"The broadcast on ARD television from St Mary's in Stuttgart showed a manger in which a female performance actor was huddled up in a foetal position and covered with sticky rice paper. The officiating priest, Thomas Steiger, said during the service: The nativity scene shows a real human being, lying there miserable, naked and exposed."
"Next to him the actor breathed heavily and slowly writhed in the paper, which was apparently meant to represent vernix covering the newborn child. This is how radically God becomes human: close, touchable, without distance, real, said Steiger, who is employed as an on-camera clergyman by the regional public broadcaster SWR."
"Rightwing media outlets, which have for years campaigned against Germany's public broadcasters and the licence fees that finance them, went on the attack, calling the scene disrespectful to the faithful. Bild splashed with the headline ARD shows Christmas mass with slime Jesus. The newspaper quoted viewers who said the figure in the straw looked more like a breathing alien and condemned the spectacle as sick and twisted. SWR said it had received more than 1,400 comments about the televised service, many of them critical."
A Christmas Eve mass broadcast from St Mary's in Stuttgart presented a nativity with a female performance actor huddled in a foetal position and covered in sticky rice paper meant to evoke vernix. The officiating priest framed the scene as showing a real human being, exposed, and as an expression of how radically God becomes human: close, touchable, without distance. The show's designer identified the actor as Eleni Sismanidou and described the scene as a moment between safety and distress. The diocese of Rottenburg-Stuttgart distanced itself. Rightwing outlets and viewers condemned the depiction; SWR received over 1,400 mostly critical comments.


**Your objective**
When you reach the line containing "Find the location", repeat that line and each one after it exactly until the records end, leaving out pictures.

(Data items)
________________

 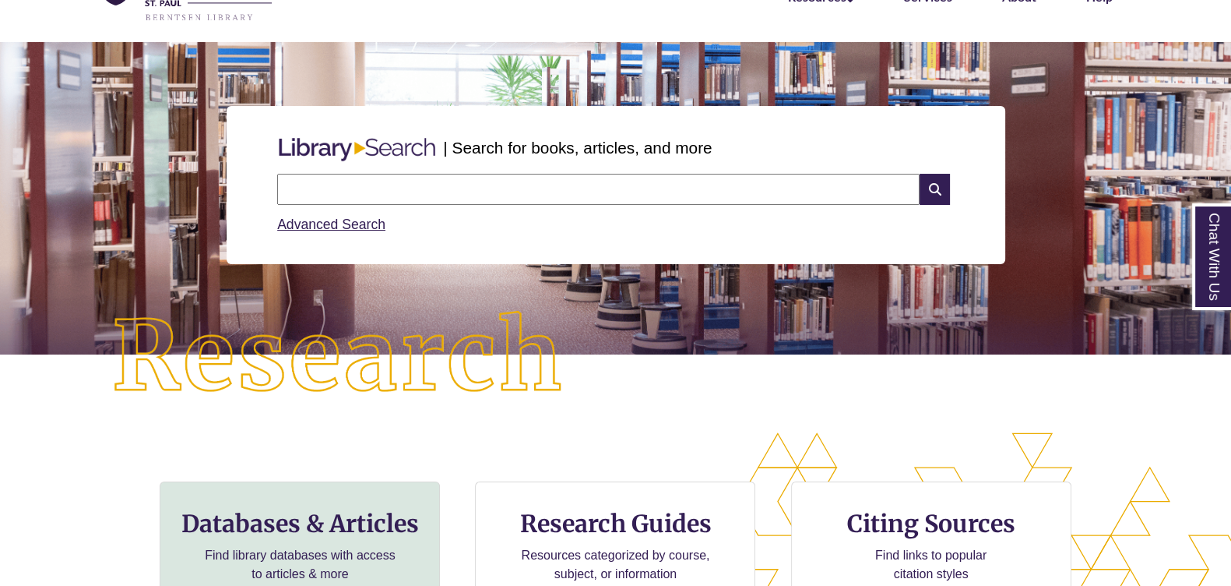 I want to click on h3: Research Guides, so click(x=615, y=523).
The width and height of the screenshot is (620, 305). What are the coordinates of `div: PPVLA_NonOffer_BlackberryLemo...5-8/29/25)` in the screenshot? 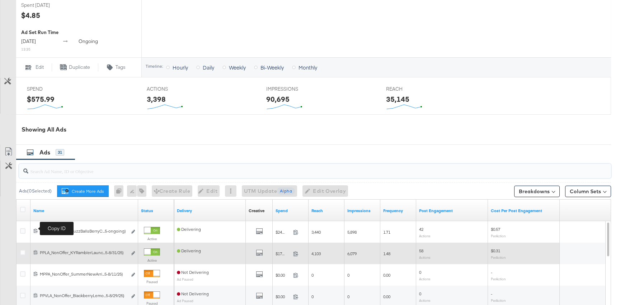 It's located at (83, 296).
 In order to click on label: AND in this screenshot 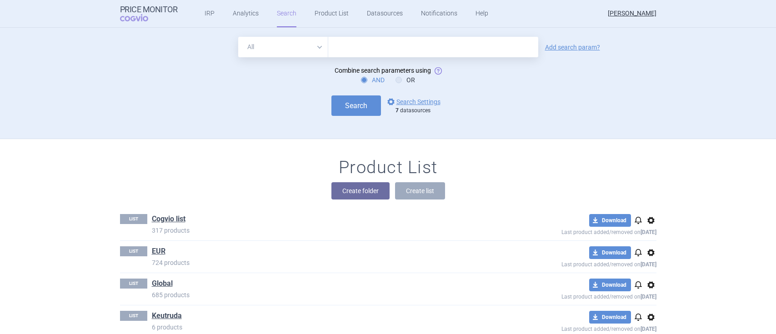, I will do `click(373, 80)`.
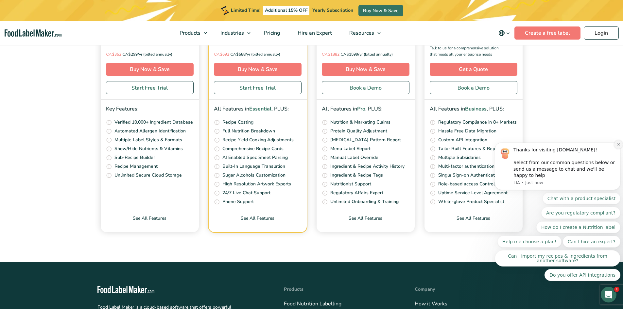  I want to click on h4: Products, so click(339, 289).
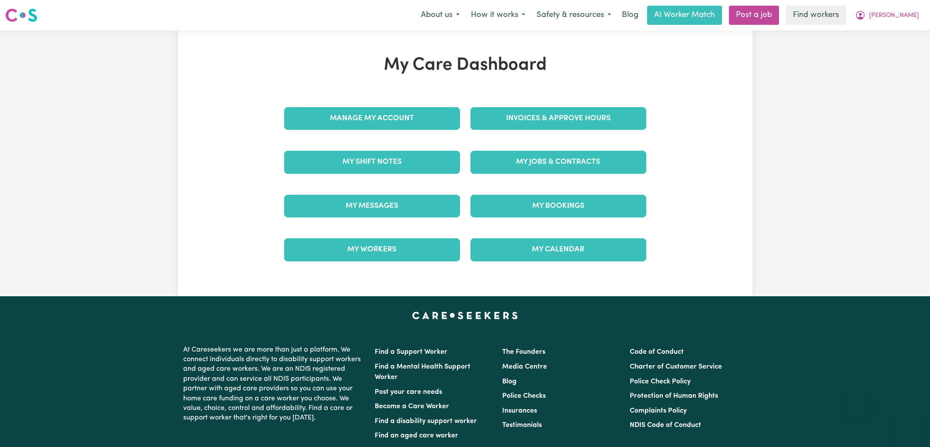  Describe the element at coordinates (412, 406) in the screenshot. I see `a: Become a Care Worker` at that location.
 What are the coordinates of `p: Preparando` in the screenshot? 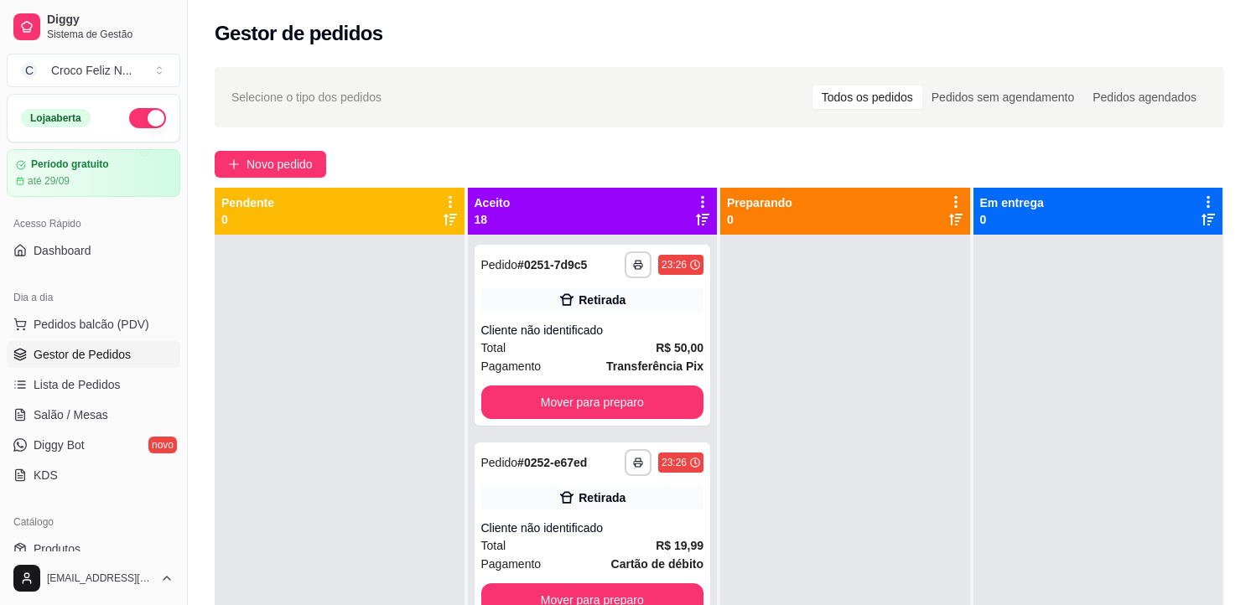 It's located at (760, 203).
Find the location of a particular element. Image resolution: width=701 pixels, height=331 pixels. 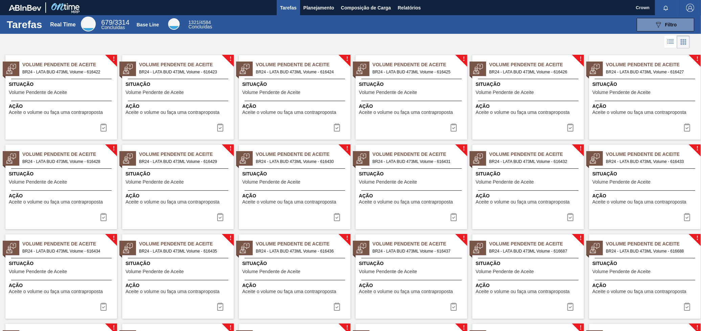

div: Completar tarefa: 29898420 is located at coordinates (104, 307).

________________

**Written answer**
Find the location of a particular element. Image resolution: width=701 pixels, height=331 pixels. 

div: Completar tarefa: 29898420 is located at coordinates (104, 307).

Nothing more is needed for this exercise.